Subjects arrived at the correct answer in the “20 Questions” game 72 percent of the time; to do that, they answered more than 90 percent of the questions correctly. In other words, they saw the visual interruption, and interpreted it as a “yes.”

Five sets of participants played 20 rounds of the game — a mixture of 10 real games and 10 control games, in which no visual signal was sent at all. Participants guessed the correct answer only 18 percent of the time in the control games.

It’s not the first time Stocco and his fellow researchers have delivered a brain-to-brain signal over the Internet. Two years ago, Stocco and computer-science professor Rajesh Rao conducted an experiment in which Rao transmitted signals from his brain to Stocco, causing his finger to twitch.

At the time, the two said they believed it was the first time two human brains had been directly connected in this manner. However, some neuroscientists dismissed the experiment as a publicity stunt.

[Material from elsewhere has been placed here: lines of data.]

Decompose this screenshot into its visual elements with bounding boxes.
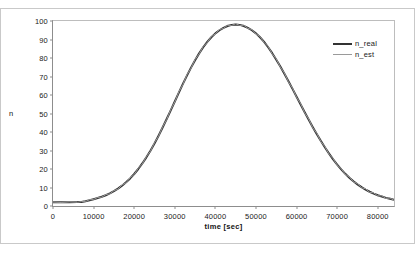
chart-legend: n_realn_est bbox=[333, 38, 377, 60]
x-axis-label: time [sec] bbox=[52, 222, 395, 231]
x-tick-mark bbox=[377, 206, 378, 209]
y-tick-mark bbox=[50, 95, 53, 96]
x-tick-label: 50000 bbox=[245, 212, 267, 221]
legend-swatch-icon bbox=[333, 43, 352, 45]
x-tick-mark bbox=[255, 206, 256, 209]
x-tick-mark bbox=[53, 206, 54, 209]
x-tick-mark bbox=[93, 206, 94, 209]
x-tick-label: 30000 bbox=[164, 212, 186, 221]
y-tick-label: 100 bbox=[35, 17, 48, 26]
x-tick-mark bbox=[337, 206, 338, 209]
x-tick-label: 40000 bbox=[204, 212, 226, 221]
y-tick-mark bbox=[50, 169, 53, 170]
y-tick-label: 40 bbox=[39, 128, 48, 137]
y-tick-mark bbox=[50, 76, 53, 77]
y-tick-label: 10 bbox=[39, 183, 48, 192]
y-tick-mark bbox=[50, 21, 53, 22]
x-tick-label: 10000 bbox=[83, 212, 105, 221]
y-tick-label: 20 bbox=[39, 165, 48, 174]
legend-item-n_est[interactable]: n_est bbox=[333, 49, 377, 60]
y-tick-mark bbox=[50, 187, 53, 188]
y-axis-label: n bbox=[9, 109, 13, 118]
y-tick-label: 80 bbox=[39, 54, 48, 63]
y-tick-label: 60 bbox=[39, 91, 48, 100]
y-tick-label: 90 bbox=[39, 35, 48, 44]
x-tick-label: 70000 bbox=[326, 212, 348, 221]
x-tick-label: 0 bbox=[51, 212, 55, 221]
legend-label: n_real bbox=[355, 39, 377, 48]
y-tick-mark bbox=[50, 39, 53, 40]
x-tick-label: 60000 bbox=[286, 212, 308, 221]
y-tick-mark bbox=[50, 132, 53, 133]
x-tick-mark bbox=[174, 206, 175, 209]
chart-figure: 0102030405060708090100 01000020000300004… bbox=[0, 0, 417, 253]
y-tick-label: 30 bbox=[39, 146, 48, 155]
x-tick-label: 80000 bbox=[367, 212, 389, 221]
legend-label: n_est bbox=[355, 50, 374, 59]
legend-swatch-icon bbox=[333, 54, 352, 55]
y-tick-mark bbox=[50, 113, 53, 114]
y-tick-label: 70 bbox=[39, 72, 48, 81]
y-tick-label: 0 bbox=[44, 202, 48, 211]
x-tick-mark bbox=[134, 206, 135, 209]
x-tick-mark bbox=[296, 206, 297, 209]
x-tick-label: 20000 bbox=[123, 212, 145, 221]
y-tick-mark bbox=[50, 150, 53, 151]
y-tick-label: 50 bbox=[39, 109, 48, 118]
y-tick-mark bbox=[50, 58, 53, 59]
x-tick-mark bbox=[215, 206, 216, 209]
legend-item-n_real[interactable]: n_real bbox=[333, 38, 377, 49]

Stocco said researchers hope they’ll eventually be able to transmit more complex signals, such as shapes rather than simple flashes of light.

In the 20 Questions experiment, “the brain is trying to make sense of a signal that normally doesn’t exist,” he said. “The brain is saying, ‘I don’t know what this thing is, but I think it’s a line.’ If we can control that with more precision, we could make a shape, or an object.”

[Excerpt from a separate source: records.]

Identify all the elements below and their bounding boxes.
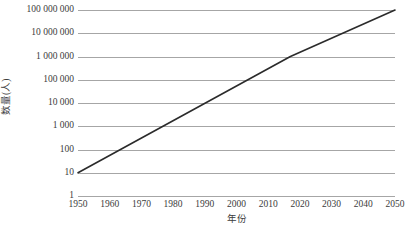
x-tick-label: 2000 xyxy=(227,200,246,210)
y-tick-label: 1 000 xyxy=(53,121,74,131)
y-tick-label: 10 000 xyxy=(48,98,74,108)
y-tick-label: 100 xyxy=(60,145,74,155)
y-axis-title: 数量(人) xyxy=(2,60,12,134)
x-axis-title: 年份 xyxy=(78,215,395,225)
x-tick-label: 1990 xyxy=(195,200,214,210)
plot-area xyxy=(78,10,395,196)
x-tick-label: 1950 xyxy=(69,200,88,210)
y-tick-label: 10 000 000 xyxy=(31,28,74,38)
x-tick-label: 1970 xyxy=(132,200,151,210)
x-tick-label: 1980 xyxy=(164,200,183,210)
y-tick-label: 1 000 000 xyxy=(36,52,74,62)
y-tick-label: 10 xyxy=(65,168,75,178)
y-tick-label: 100 000 000 xyxy=(27,5,75,15)
x-tick-label: 2030 xyxy=(322,200,341,210)
log-line-chart: 100 000 00010 000 0001 000 000100 00010 … xyxy=(0,0,405,238)
x-tick-label: 2040 xyxy=(354,200,373,210)
x-axis-tick-labels: 1950196019701980199020002010202020302040… xyxy=(78,200,395,214)
x-tick-label: 2010 xyxy=(259,200,278,210)
x-tick-label: 2020 xyxy=(290,200,309,210)
x-tick-label: 2050 xyxy=(386,200,405,210)
gridline xyxy=(78,196,395,197)
x-tick-label: 1960 xyxy=(100,200,119,210)
y-tick-label: 100 000 xyxy=(43,75,74,85)
data-series-line xyxy=(78,10,395,196)
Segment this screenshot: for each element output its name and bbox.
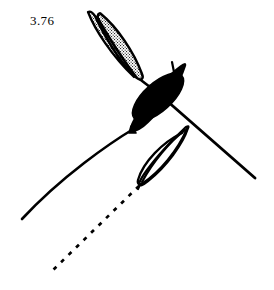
figure-panel: 3.76 <box>0 0 274 290</box>
figure-background <box>0 0 274 290</box>
figure-drawing <box>0 0 274 290</box>
figure-number-label: 3.76 <box>30 14 54 27</box>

If scientists could figure out how to transmit shapes between two brains, it might eventually allow people to collaborate on problem-solving in a completely novel way, he said.

Stocco said there are other applications for the science, too.

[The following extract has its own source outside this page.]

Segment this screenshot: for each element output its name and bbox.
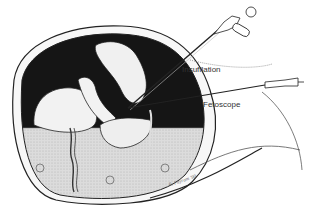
fetoscopy-diagram: Insufflation Fetoscope B. Fayram '90 [0, 0, 322, 210]
fetoscope-label: Fetoscope [203, 100, 240, 109]
insufflation-label: Insufflation [182, 65, 221, 74]
illustration-svg [0, 0, 322, 210]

For example, researchers know how to measure patterns of brain activity to tell whether somebody is paying attention. One day, scientists may be able to capture those brain patterns and transmit them to a person whose mind wanders, such as a student trying to overcome Attention Deficit Hyperactivity Disorder.

Or perhaps one day, you could record the electrical impulses that pulse through your brain when you are at the peak of performance, and use that to wake up your brain at a later state, when your attention is flagging.

“It could be a new frontier of self-help,” Stocco said.